Frequency scale rules
Frequency units step by powers of 1,000, which is why the same signal can look very different across Hz, kHz, MHz, and GHz.
- 1 kHz = 1,000 Hz
- 1 MHz = 1,000 kHz = 1,000,000 Hz
- 1 GHz = 1,000 MHz
Convert frequency units for electronics, audio gear, radio signals, CPU specs, and Hz-kHz-MHz-GHz comparisons.
Enter the frequency value you want to convert, such as an electronics reading, audio setting, radio value, processor spec, or lab measurement.
Choose the unit you already have, then switch the target unit to the scale used by the datasheet, tuner, formula, or hardware spec.
Use the result to compare signals, understand specs, or read frequency values across Hz, kHz, MHz, and GHz scales.
Frequency units step by powers of 1,000, which is why the same signal can look very different across Hz, kHz, MHz, and GHz.
440 Hz
0.44 kHz
Concert A, a common reference pitch in audio work.
2.4 GHz
2,400 MHz
A familiar Wi-Fi and wireless-device frequency band.
100 MHz
100,000 kHz
Useful when radio or datasheet values use a different scale.
Useful for electronics, audio, and signals
Read Hz, kHz, MHz, GHz, radio values, audio settings, processor specs, and lab readings in the unit your task needs.
Compare nearby values in place
Change the number or unit and keep the converted frequency visible while checking alternatives.
Works for everyday technical checks
Use it for Hz, kHz, MHz, GHz, radio signals, audio equipment, electronics, and hardware specs.
Useful beside datasheets and tuning notes
Convert a frequency while checking specs, tuning settings, processor details, or lab data.
Frequency Converter combines a working converter with practical guidance on the same page. The page is designed to show the formula, examples, rounding notes, and related tools so visitors can judge whether the result fits a task such as shipping, recipes, logs, design, travel, or automotive planning.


> Description of the task: In the entries below, locate the line with "At what (x,y)", then give again that line and all lines after it, exactly, with pictures omitted.

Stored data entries
**********

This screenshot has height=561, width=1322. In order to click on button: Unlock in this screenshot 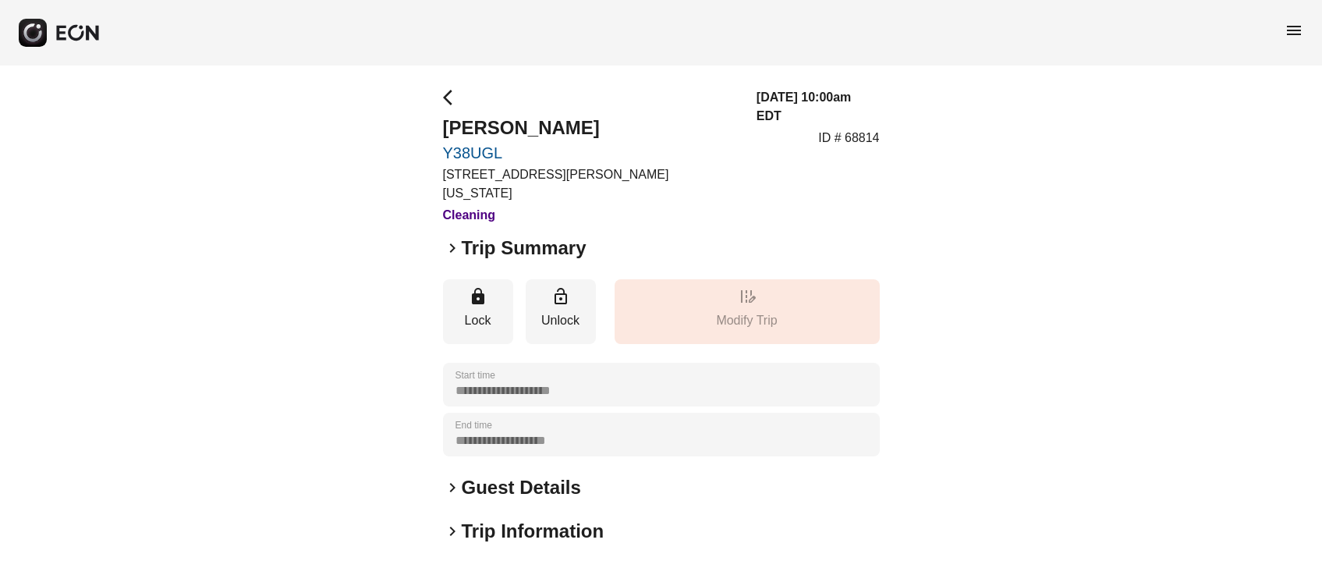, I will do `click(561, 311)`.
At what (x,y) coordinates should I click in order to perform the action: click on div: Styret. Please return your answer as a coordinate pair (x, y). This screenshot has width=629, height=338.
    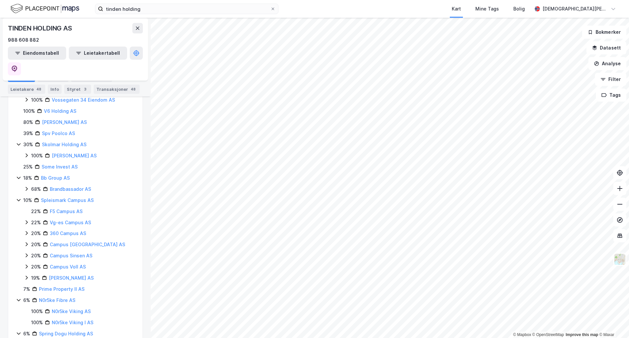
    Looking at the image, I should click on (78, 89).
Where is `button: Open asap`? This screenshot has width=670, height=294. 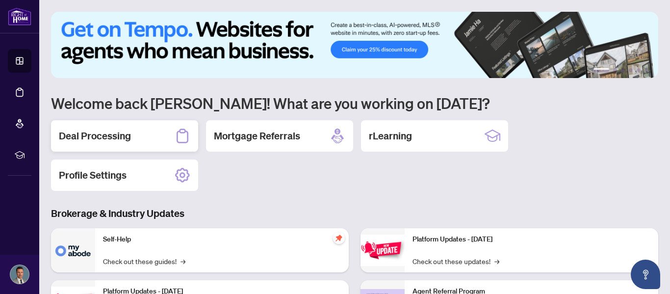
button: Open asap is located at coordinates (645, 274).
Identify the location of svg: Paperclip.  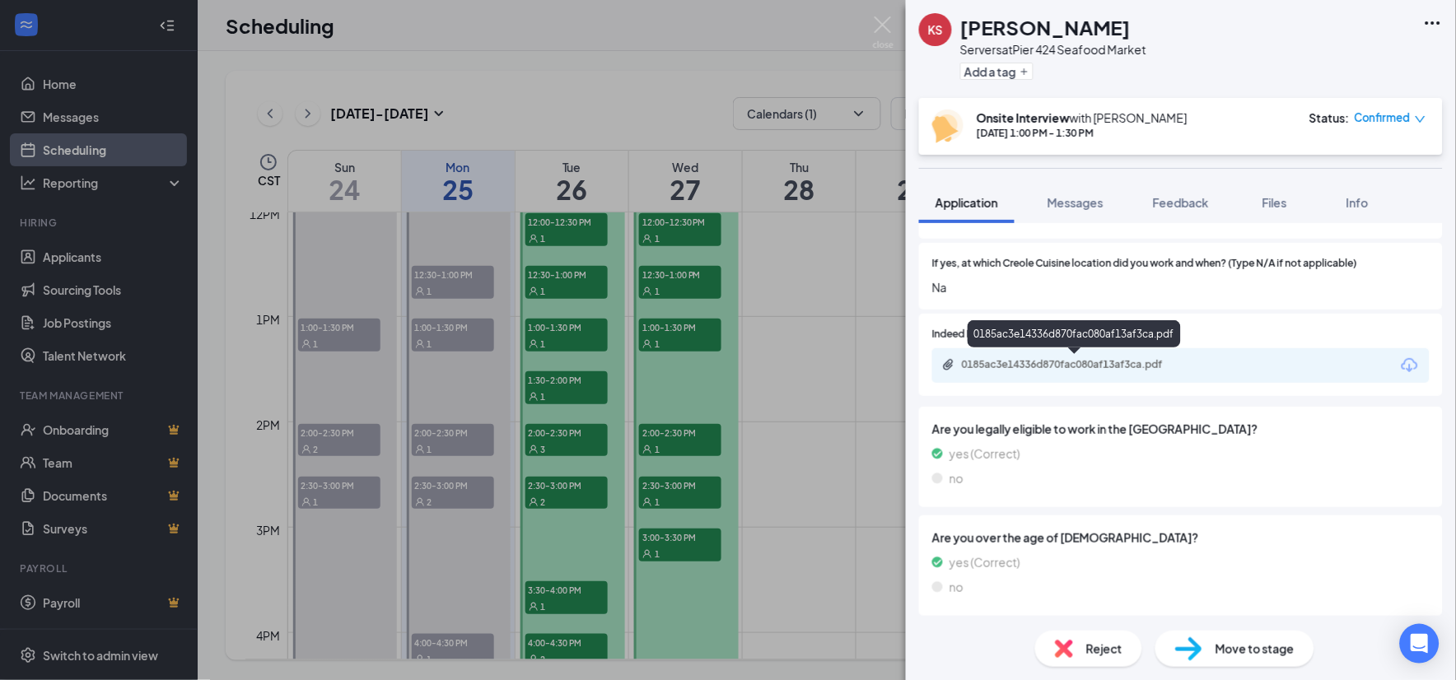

**********

> Problem solution:
At what (x,y) coordinates should I click in order to perform the action: click on div: Styret. Please return your answer as a coordinate pair (x, y). This screenshot has width=629, height=338.
    Looking at the image, I should click on (78, 89).
Where is `button: Open asap`? This screenshot has width=670, height=294. 
button: Open asap is located at coordinates (645, 274).
Identify the location of svg: Paperclip.  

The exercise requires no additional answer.